A counterpoint to the hype

My thoughts and favorite points of someone else’s writing from the web:
The most common take on AI in programming these days, and the one that is plastered like graffiti all over LinkedIn, especially by non-developers; is that it’s essentially going to replace programmers. Or that using it can make a developer 2x or 10x or 100x as productive.
This developer, who only goes by Jj, is clearly skeptical of that viewpoint. I share some of that skepticism, though less than I used to. But more importantly I think this is a viewpoint that people are hesitant to share because of the AI hype and not wanting to seem like they’re stuck in their hidebound ways.
Chapter 1: My Coworker, The Programmer
Section titled: Chapter 1: My Coworker, The ProgrammerA shell of a man. More of a parrot than a person. My boss, a true believer in the sacred rite of Pair Programming, chained myself and this “programmer”-colleague together like conjoined twins from different planets. We shared a keyboard, but not a brain. Lord, not even close.
“Hold up. I’ve got an idea. Gimme the keyboard real quick.”
An idea. Yes. The same way a toddler has “an idea” to stick a fork in a wall socket. I was halfway through constructing something beautiful; a lean, elegant piece of logic that sliced through complexity like a blade through butter-and here he comes, pounding the keyboard like it owes him money, pasting in code he Frankensteined from a stack overflow comment written by an Uncle Bob disciple in 2014.
Did he know what our system did? No. Did he read the ticket? Absolutely fucking not. Did he feel confident mutating global state with reckless abandon? He absolutely fucking did.
“Why aren’t you pairing more with him? He types twice as fast as you.” Of course he does. So does a cat having a seizure on a mechanical keyboard. But that doesn’t mean it should be writing production code.
What it isn’t
Section titled: What it isn’tThis isn’t about tools or productivity or acceleration. It’s about the illusion of progress. Because if that programmer-if that thing, that CREATURE-walked into your stand-up in human form, typing half-correct garbage into your codebase while ignoring your architecture and disappearing during cleanup, you’d fire them before they could say “no blockers”.
Copilot isn’t a peer who can fly the plane if you pass out. It’s just the ghost of a thousand blog posts and cocky stack-overflow posts whispering, “Hey, I saw this once. With my eyes. Which means it’s good code. Let’s deploy it.” Then vanishing when the app hits production and the landing gear won’t come down.
Things AI is good at
Section titled: Things AI is good at- Writing a small function in an unfamiliar language
- Finding potential flaws in an architecture design
- Giving you a starting point to build on
- Providing a close-enough description of an unfamiliar codebase
- Surprisingly quick at listing out your blind spots
Chapter 3: You as a Programmer
Section titled: Chapter 3: You as a ProgrammerI like to code. Not supervise. Not hover over a synthetic lobotomized chatbot like some drooling silicon intern.
“But I just use AI for boilerplate!” you whimper, clutching your Co-Pilot subscription. Listen to yourself. If you’re writing the same boilerplate every day like some industrial-age cog monkey, automate it yourself. Write a library. Invent a macro.
“I’m just moving fast!” you say. Yeah. Straight off a cliff. AI isn’t helping you build something novel. It can’t. It only knows what’s been done before. It’s autocomplete with a superiority complex.
When you outsource the thinking, you outsource the learning. You don’t know your code. You’re babysitting it.
The problem isn’t just laziness. It’s degradation. Engineers stop exploring. Stop improving. Stop caring. Eventually, you’re living in a cathedral of technical debt, and every user pays.
Chapter 4: The Computer as a Machine
Section titled: Chapter 4: The Computer as a MachineYou’re human. You can know - actually know. But the bot? The bot? The bot has no clue. The bot has zero understanding. But it will copy the advice of a sweaty stranger from an ‘08 StackOverflow thread.
If you want to sculpt the kind of software that gets embedded in pacemakers and missile guidance systems and M1 tanks - you better throw that bot out the airlock and learn.
This is a profession. Take pride in your life’s work.
Chapter 5: Conclusion
Section titled: Chapter 5: ConclusionThe real horror isn’t that AI will take our jobs. It’s that it will entice people who never wanted the job to begin with. People who don’t care for quality. It’ll remove the already tiny barrier to entry that at-least required people to try.
And what’s worse, we’ll normalize this mediocrity. Cement it in tooling. Turn it into a best practice.
Defer your thinking to the bot, and we all rot.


DIRECTIONS FOR THIS TASK: Reproduce the entries that follow precisely, setting aside any images.

Items from a data source

════════════════════

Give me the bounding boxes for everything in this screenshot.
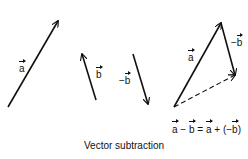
vector-a-symbol: a [188,53,194,63]
eq-vector-b-rhs: b [232,124,238,135]
eq-minus: − [178,124,189,135]
vector-a-arrow [8,21,58,107]
subtraction-equation: a − b = a + (−b) [172,124,241,135]
diagram-caption: Vector subtraction [0,140,248,151]
label-vector-neg-b: −b [119,76,130,86]
vector-b-symbol: b [125,76,131,86]
vector-neg-b-arrow [133,54,148,104]
eq-close-paren: ) [238,124,241,135]
vector-b-symbol: b [237,38,243,48]
label-triangle-vector-a: a [188,53,194,63]
vector-a-symbol: a [19,64,25,74]
eq-vector-a: a [172,124,178,135]
eq-plus-open: + (− [212,124,233,135]
label-vector-b: b [96,70,102,80]
vector-b-symbol: b [96,70,102,80]
eq-vector-a-rhs: a [206,124,212,135]
label-vector-a: a [19,64,25,74]
triangle-vector-neg-b-arrow [221,23,235,75]
eq-equals: = [195,124,206,135]
label-triangle-vector-neg-b: −b [231,38,242,48]
eq-vector-b: b [189,124,195,135]
vector-b-arrow [82,54,96,100]
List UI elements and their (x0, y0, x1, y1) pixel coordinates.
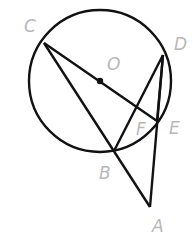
geometry-diagram: C D O F E B A (0, 0, 193, 247)
label-b: B (99, 163, 111, 183)
label-d: D (174, 34, 187, 54)
label-c: C (24, 16, 36, 36)
center-point-o (97, 78, 103, 84)
segment-ca (44, 43, 150, 207)
label-e: E (169, 118, 180, 138)
label-f: F (136, 119, 146, 139)
label-a: A (151, 216, 164, 236)
label-o: O (107, 54, 120, 74)
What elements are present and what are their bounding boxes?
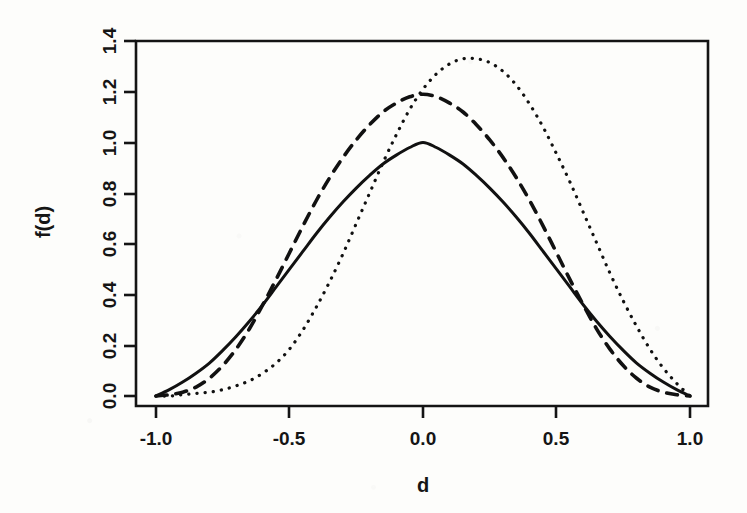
y-tick-label: 1.4 (99, 27, 120, 54)
y-axis-ticks (124, 41, 136, 396)
y-tick-label: 0.2 (99, 333, 120, 359)
curve-dashed (156, 94, 690, 396)
curve-dotted (156, 58, 690, 396)
y-axis-title: f(d) (32, 206, 54, 238)
y-tick-label: 1.0 (99, 130, 120, 156)
y-axis-tick-labels: 1.4 1.2 1.0 0.8 0.6 0.4 0.2 0.0 (99, 27, 120, 409)
data-curves (156, 58, 690, 396)
y-tick-label: 1.2 (99, 79, 120, 105)
x-tick-label: 0.5 (543, 428, 570, 449)
x-axis-ticks (156, 406, 690, 418)
x-axis-title: d (417, 474, 429, 496)
plot-area: 1.4 1.2 1.0 0.8 0.6 0.4 0.2 0.0 f(d) -1.… (0, 0, 747, 513)
x-axis-tick-labels: -1.0 -0.5 0.0 0.5 1.0 (140, 428, 704, 449)
curve-solid (156, 142, 690, 396)
x-tick-label: -1.0 (140, 428, 173, 449)
y-tick-label: 0.4 (99, 281, 120, 308)
figure-canvas: 1.4 1.2 1.0 0.8 0.6 0.4 0.2 0.0 f(d) -1.… (0, 0, 747, 513)
y-tick-label: 0.6 (99, 231, 120, 257)
x-tick-label: 0.0 (410, 428, 436, 449)
y-tick-label: 0.0 (99, 383, 120, 409)
y-tick-label: 0.8 (99, 181, 120, 207)
x-tick-label: -0.5 (273, 428, 306, 449)
x-tick-label: 1.0 (677, 428, 703, 449)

════════════════════

ANSWER SECTION:
Give me the bounding boxes for everything in this screenshot.
vector-a-symbol: a [188,53,194,63]
eq-vector-b-rhs: b [232,124,238,135]
eq-minus: − [178,124,189,135]
vector-a-arrow [8,21,58,107]
subtraction-equation: a − b = a + (−b) [172,124,241,135]
diagram-caption: Vector subtraction [0,140,248,151]
label-vector-neg-b: −b [119,76,130,86]
vector-b-symbol: b [125,76,131,86]
vector-neg-b-arrow [133,54,148,104]
eq-close-paren: ) [238,124,241,135]
vector-b-symbol: b [237,38,243,48]
label-triangle-vector-a: a [188,53,194,63]
vector-a-symbol: a [19,64,25,74]
eq-vector-a: a [172,124,178,135]
eq-plus-open: + (− [212,124,233,135]
label-vector-b: b [96,70,102,80]
vector-b-symbol: b [96,70,102,80]
eq-vector-a-rhs: a [206,124,212,135]
label-vector-a: a [19,64,25,74]
triangle-vector-neg-b-arrow [221,23,235,75]
eq-equals: = [195,124,206,135]
label-triangle-vector-neg-b: −b [231,38,242,48]
eq-vector-b: b [189,124,195,135]
vector-b-arrow [82,54,96,100]
List UI elements and their (x0, y0, x1, y1) pixel coordinates.
geometry-diagram: C D O F E B A (0, 0, 193, 247)
label-b: B (99, 163, 111, 183)
label-d: D (174, 34, 187, 54)
label-c: C (24, 16, 36, 36)
center-point-o (97, 78, 103, 84)
segment-ca (44, 43, 150, 207)
label-e: E (169, 118, 180, 138)
label-f: F (136, 119, 146, 139)
label-a: A (151, 216, 164, 236)
label-o: O (107, 54, 120, 74)
What elements are present and what are their bounding boxes?
y-tick-label: 1.4 (99, 27, 120, 54)
y-axis-ticks (124, 41, 136, 396)
y-tick-label: 0.2 (99, 333, 120, 359)
curve-dashed (156, 94, 690, 396)
curve-dotted (156, 58, 690, 396)
y-axis-title: f(d) (32, 206, 54, 238)
y-tick-label: 1.0 (99, 130, 120, 156)
y-axis-tick-labels: 1.4 1.2 1.0 0.8 0.6 0.4 0.2 0.0 (99, 27, 120, 409)
data-curves (156, 58, 690, 396)
y-tick-label: 1.2 (99, 79, 120, 105)
x-tick-label: 0.5 (543, 428, 570, 449)
x-axis-ticks (156, 406, 690, 418)
x-axis-title: d (417, 474, 429, 496)
plot-area: 1.4 1.2 1.0 0.8 0.6 0.4 0.2 0.0 f(d) -1.… (0, 0, 747, 513)
x-axis-tick-labels: -1.0 -0.5 0.0 0.5 1.0 (140, 428, 704, 449)
curve-solid (156, 142, 690, 396)
x-tick-label: -1.0 (140, 428, 173, 449)
y-tick-label: 0.4 (99, 281, 120, 308)
figure-canvas: 1.4 1.2 1.0 0.8 0.6 0.4 0.2 0.0 f(d) -1.… (0, 0, 747, 513)
y-tick-label: 0.6 (99, 231, 120, 257)
x-tick-label: 0.0 (410, 428, 436, 449)
y-tick-label: 0.0 (99, 383, 120, 409)
y-tick-label: 0.8 (99, 181, 120, 207)
x-tick-label: -0.5 (273, 428, 306, 449)
x-tick-label: 1.0 (677, 428, 703, 449)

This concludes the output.